We have three choices to account for all that: (a) we can treat form
and matter as they were two separate entities and conclude
that the first one doesn't depend on us, while the second one
consists but in "filters" or "codes" we make
use of to elaborate on it (different codes would give forth to
different results); (b) we can treat form and matter
as two separate entities and imagine that neither the first one
nor the second one depend on us; (c) we can conclude that it is
within the same "mental act" by which we
apprehend the object, as an object of knowledge (having that
special value of stability it actually has), that the distinction
between a form and a matter can be generated as a
product of human intelligence in its efforts to represent the
world.
The options (a) and (b) give rise to the questions: what is the
origin of those entities ? Where do they come from? Does matter
consist in unknown messages coming from a mysterious source
outside? Is the form, whose notion always involves the
infinity, the footprint of the superior mind of God ?
According to Cassirer, both the interpretations (b) and (c) can
be detected in Descartes, who, at the end, brings back to an
augustinian and medieval frame of thoughts (matter and form
are separate entities created by God) the whole novelty of his
conception. To face these problems and investigate the same
meaningfulness of the questions above, was, as it is known, one
of the major jobs of the Philosophy which came afterwards.
[2] Are there two suns?
The same Descartes writings, which
delivered the "thing in itself" problem to the history
of modern Philosophy, give rise to another question, which is
there clearly formulated, though under two distinct versions.

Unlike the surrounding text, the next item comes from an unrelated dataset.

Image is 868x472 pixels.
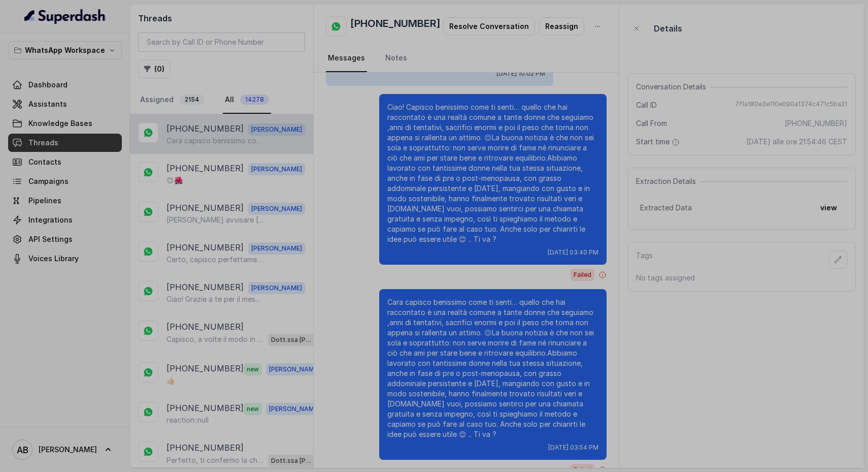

First version. Of the sun, we have two different ideas,
Descartes says (Meditation III, § 11): "I
find in my mind two wholly diverse ideas of the sun; the one, by
which it appears to me extremely small draws its origin from the
senses, and should be placed in the class of adventitious ideas;
the other, by which it seems to be many times larger than the
whole earth, is taken up on astronomical grounds, that is,
elicited from certain notions born with me, or is framed by
myself in some other manner. These two ideas cannot certainly
both resemble the same sun; and reason teaches me that the one
which seems to have immediately emanated from it is the most
unlike". First, Descartes stresses the problem, pushed
into prominence by the new science, which concerns the difference
between the world as we commonly apprehend it and the one
portrayed by the rationally (and mathematically) based thought;
secondly, he puts forward his argument: since the "two
ideas cannot certainly both resemble the same sun",
"reason teaches me that" the one drawing its
origin from what immediately appears, has to be included into the
category of what is "the most unlike".
Answering the Gassendis objections - reflecting on the same
problem, Gassendi had tried to show that, when we assume that all
we know always comes from what experience teaches, the alleged
difference becomes much less dramatic and can be reduced but to a
difference of grades within a unique process of elaboration of
the same material Descartes is much more explicit: the
difference between the two ideas is the difference between the
true and the false .
Second version. In the famous piece of wax example (Meditation
II. § 11), the above difference (between the two ways of
portraying the same object) is explained as a difference between
two species of mental resources which are within the
sphere of our powers: the ones belonging to everyday thinking -
not only senses, but also a kind of "imagination" which
allows us to represent a certain limited numbers of changes of
the matter - and the ones belonging to rational thought, whose
superiority consists in its being able of going beyond those
limits and encompassing an infinity of those changes. What the
wax is, Descartes says, can be only established by an "intuition
of the mind (mentis inspectio)", as soon as we
avert our attention from all the aspects of the thing which make
the representation of it "imperfect and confused".
Here, Descartes makes use of the pair "imperfect and
confused"/"clear and distinct": the
intervening of a mens freed of any interference coming
from senses and imagination, allows it to shed light on what
seems to be already present within our mind, though still faintly
visible trough the vapors of everyday thinking.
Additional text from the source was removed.